Fig 6. Background oscillations structure computations into sampling episodes in conductance-based networks.

Fig 6

(a) Setup of stimulus disambiguation task. Assemblies (large colored circles) encode interpretation of stimulus spanning three different sensory modalities (auditory, visual, somatosensory). For each modality, every interpretation is encoded by the activity of a single assembly (different interpretations are represented by different color hues), with lateral inhibition ensuring that one interpretation is chosen. One assembly per sensory modality receives a bias input, resulting in ambiguous input. Simultaneous activity of connected assemblies encoding the same interpretation across all modalities encodes selection of an interpretation (i.e., a solution).

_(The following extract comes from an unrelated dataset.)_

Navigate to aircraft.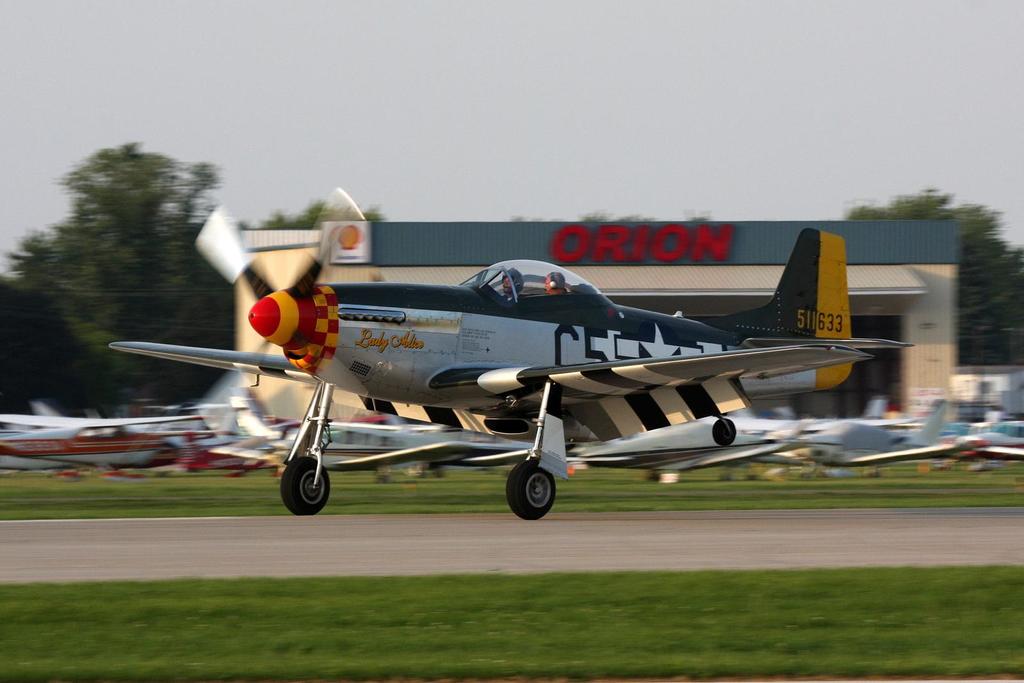
Navigation target: {"x1": 229, "y1": 389, "x2": 532, "y2": 496}.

All neurons receive oscillatory background input. (b) Network activity with oscillating background input. Top: background activity scaling by α. Middle: spike raster plot of network activity (color coding of assemblies as in panel a). Bottom: number of solutions (i.e., interpretations) visited so far. Green bars show times in which the network state encodes a solution. (c) Probability of network state encoding a solution depending on the phase of the oscillating background input. Gray lines show solution probabilities in networks without oscillating background activity for different activity levels α ∈ {0.5, 2.5, 5}. Inset shows background activity phase for reference. (d) Mean time until the network has visited all three solutions for oscillating and constant background activity (over N = 100 runs for each case). Bars and whiskers show mean and standard deviation, respectively. Significance was calculated with Wilcoxon rank-sum test with *=^p<10-10 and n.s.=^p>0.05. (e) Time between choosing distinct solutions (see Section Methods for details). Plot as in panel d with **=^p<10-100. (f) For constant bias inputs (top, cf. panel a), solutions are chosen equally often (bottom, means and standard deviations). (g) For different bias inputs (top), the probability of choosing the corresponding solution matches the input values (bottom). Plot as in panel f.